I’d like to share a small open-source personal project, a script I developed to solve a simple problem: I needed to monitor my Chrony server running on a small machine without consuming a lot of resources.
So i developed a script that uses chronyc and basic network commands with rrdtools to generate useful graphs. It’s designed to be as light on resources as possible, generating a single HTML file that serves as a dashboard.
Thanks a lot for your message and your suggestion, really appreciated!
I’ve added weekly and monthly graphs like you asked
The image files are now named: chrony_delay_[day | week | month].png
I also fixed the bug where restarting Chrony would sometimes create absurd values (like 24M), which messed up the graph scale and made everything unreadable.
All the changes are on my repo (link in the first post)
And the demo is up to date too.
If you ever need anything or have more ideas, feel free to drop me a message here or in DM, I’m happy to help and glad you’re finding it useful!
Thanks for sharing your personal project!
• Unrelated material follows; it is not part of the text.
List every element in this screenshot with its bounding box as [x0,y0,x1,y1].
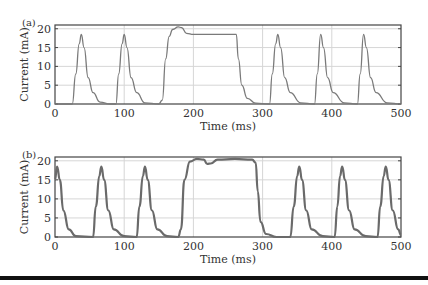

I found your instructions easy to follow and was able to get it working within five minutes.
The graphs are super nice to look at and I love how you added dashed lines and a description above the chronyc stats that remind you what the numbers mean.
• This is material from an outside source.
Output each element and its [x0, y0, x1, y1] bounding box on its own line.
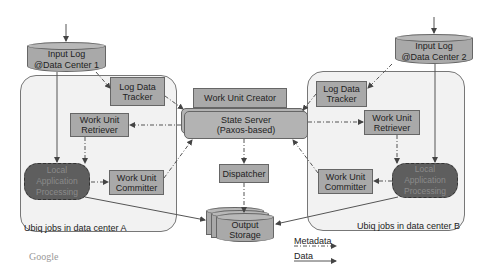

Would it be possible to add a option to disable the networking portion of the tracking and graph? My NTP server is for the local LAN only, so I have no need for the network statistics and would like to lessen the amount of data gathered and written on my RasPi microsd.
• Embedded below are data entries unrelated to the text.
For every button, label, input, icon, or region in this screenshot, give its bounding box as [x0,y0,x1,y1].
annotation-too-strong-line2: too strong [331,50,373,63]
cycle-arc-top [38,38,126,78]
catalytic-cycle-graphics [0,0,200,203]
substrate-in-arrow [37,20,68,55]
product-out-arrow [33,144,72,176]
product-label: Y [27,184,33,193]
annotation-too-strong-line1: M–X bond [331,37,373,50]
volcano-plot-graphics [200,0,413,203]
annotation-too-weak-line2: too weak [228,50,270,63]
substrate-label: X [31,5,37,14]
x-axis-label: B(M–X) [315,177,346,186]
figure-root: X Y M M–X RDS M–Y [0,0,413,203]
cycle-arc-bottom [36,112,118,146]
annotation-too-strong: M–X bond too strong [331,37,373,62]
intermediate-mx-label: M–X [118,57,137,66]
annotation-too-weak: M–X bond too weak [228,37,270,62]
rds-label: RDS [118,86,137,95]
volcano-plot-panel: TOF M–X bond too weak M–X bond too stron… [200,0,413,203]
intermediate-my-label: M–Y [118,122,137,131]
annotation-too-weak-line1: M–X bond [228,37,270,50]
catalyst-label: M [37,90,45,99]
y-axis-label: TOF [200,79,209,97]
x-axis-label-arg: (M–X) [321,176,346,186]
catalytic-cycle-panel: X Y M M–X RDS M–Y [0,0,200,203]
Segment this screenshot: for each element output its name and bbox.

What exactly is the script doing when the logging is disabled? I’m guessing it keeps all data it’s tracking in RAM, but what about the images it needs to display? Are those also kept in RAM? Is anything written to storage?
So when logging is disabled, Log messages are not saved to $LOG_FILE.
The log_message() function still prints to the console, but nothing is written to disk.
The data of tracking
The script always creates and updates the RRD file at $RRD_DIR/chrony.rrd - this is the time-series database that stores all the chrony metrics.
(Maybe I could add an option to purge data older than one month to save disk space?)
Image generation
All graph images are written to $OUTPUT_DIR/img/ directory. And at the update the img is remplaced with the new one.
(All graphs are generated and saved to $OUTPUT_DIR/img/.
Each run overwrites the previous images with updated versions)
Do you have any known limitations where performance could be improved?
Do you see anything that could be improved or optimized for how you’re using it?
I’m just trying to limit writes to the microsd card to extend life span. RaspberryPis aren’t exactly friendly to microsd cards, and I already have log2ram installed to minimize writes. Anything that will constantly write to “disk” is just hastening the microsd death, and on something like a local dedicated NTP server that should just be set it and forget it, I’d rather avoid having to redo and replace the microsd.
I could also go the SSD route, or maybe a remote share symlinked, and not worry about it, but if I can just stick with the microsd I’d prefer that.
@Mpegger To protect your microSD, you can move certain data to RAM.
For example, you can set these parameters to a RAM based directory (for example, /tmp or directory mounted as tmpfs), you can avoid writing to the microSD card:
OUTPUT_DIR="/dev/shm/chrony-network-stats"
RRD_DIR="/dev/shm/chrony-rrd"
ENABLE_LOGGING="no"
# You can use /tmp if it's mounted as tmpfs
This will store HTML files, graphs, and the RRD database in RAM. However, if you store your RRD files in RAM, you will lose all historical data upon reboot.
Also, if you’re using Nginx to serve the stats make sure the permissions are set so it can read the html and img.
Let me know if you need anything, I’ll be glad to help.